When going through your inbox of unallocated tasks and actions to decide what you’re going to do next and plan out your day, it’s very likely you’ll be rummaging through an unorganized pile of a week’s worth of droppings that haven’t been fully defined yet. Most of the time they’re going to be the small things like, "read this article", or "call sibling for birthday gift ideas". Although it’s not ideal, it’s okay to have these things floating around in your inbox so long as you take care of them immediately or organize them properly.

Sometimes, however, you’re going to come across a bigger task in your inbox like, "write table of contents for mystery novel we’re working on". That is a much bigger task in your inbox that you might never get done if you’re viewing your inbox incorrectly. Skimming through your inbox trying to find the most convenient thing to do at any given time will cause bigger and more time-sensitive tasks to fall through the cracks.
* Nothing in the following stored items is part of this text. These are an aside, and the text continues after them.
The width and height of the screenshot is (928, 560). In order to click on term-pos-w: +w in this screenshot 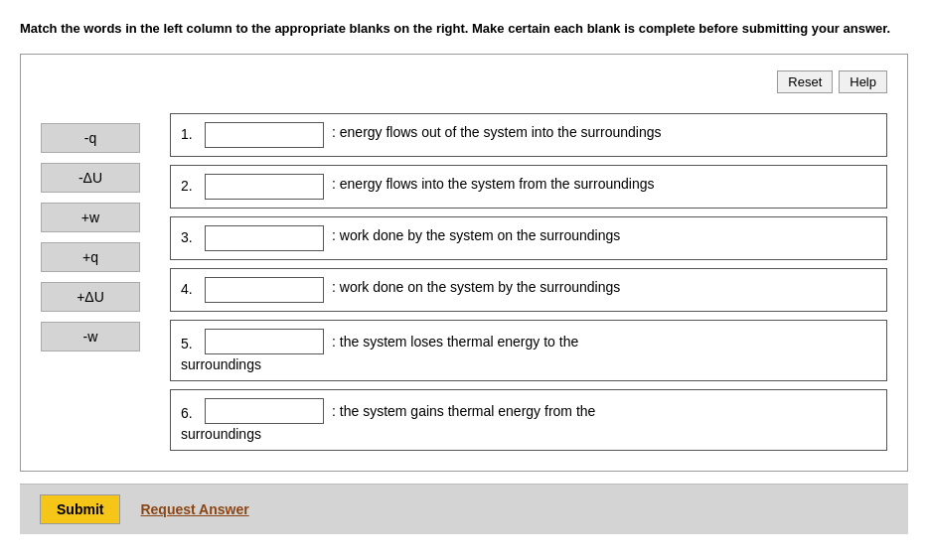, I will do `click(90, 217)`.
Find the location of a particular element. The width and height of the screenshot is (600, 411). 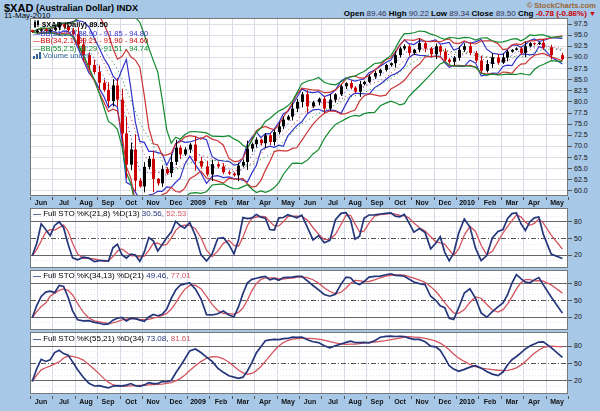

chg-label: Chg is located at coordinates (526, 14).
Your todo list’s inbox isn’t structured to handle priority or scale. It’s merely there to help you drop anything at any time for your organizing pleasure later. If you’re going through it looking for something to do, you’re almost always going to choose the things that are easiest and quickest. However, you should be handling the things in chronological order — in the same order in which you added them in the first place. By that standard, you’ll always be getting things done before they become too outdated.

Think of it like rotating milk; when you buy a new carton of milk, it goes behind the current carton so that the opened one gets used and the new one is still fresh when it runs out. If you blocked the current carton with the newer one and continued to buy milk regularly, that carton in the back will grow so sour it’ll stink up the entire house. Don’t let your tasks become so stale they stink up your entire todo list!

You’re supposed to be choosing your tasks based on what you ought to be doing, not what you feel like doing. You may never feel like calling the bank for sorting out your mortgage, but you know there is a time and place when you ought to be doing it. Your inbox alone has no concept of what you ought to be doing, it only has a concept of what you have yet to organize properly and therefore isn’t the proper location to decide or not decide to do things.

Finally, deciding which tasks to tackle on the fly like this is setting the day up for failure since you’re always going to gravitate toward easier tasks and the more difficult tasks are the ones that should be done at the start of the day. Much like the Bimodal philosophy explained in Cal Newport’s Deep Work, most of your energy and creativity are present in the morning — knocking out the easier tasks during that time is wasting the more valuable energy.

Ultimately, it’s important to organize and allocate your inbox as soon as possible at all times — even though it’ll be necessary to cherry-pick tasks directly sometimes, it’ll always be important to be sure you’re going in order of first appearance and not the order of what looks easy and fun.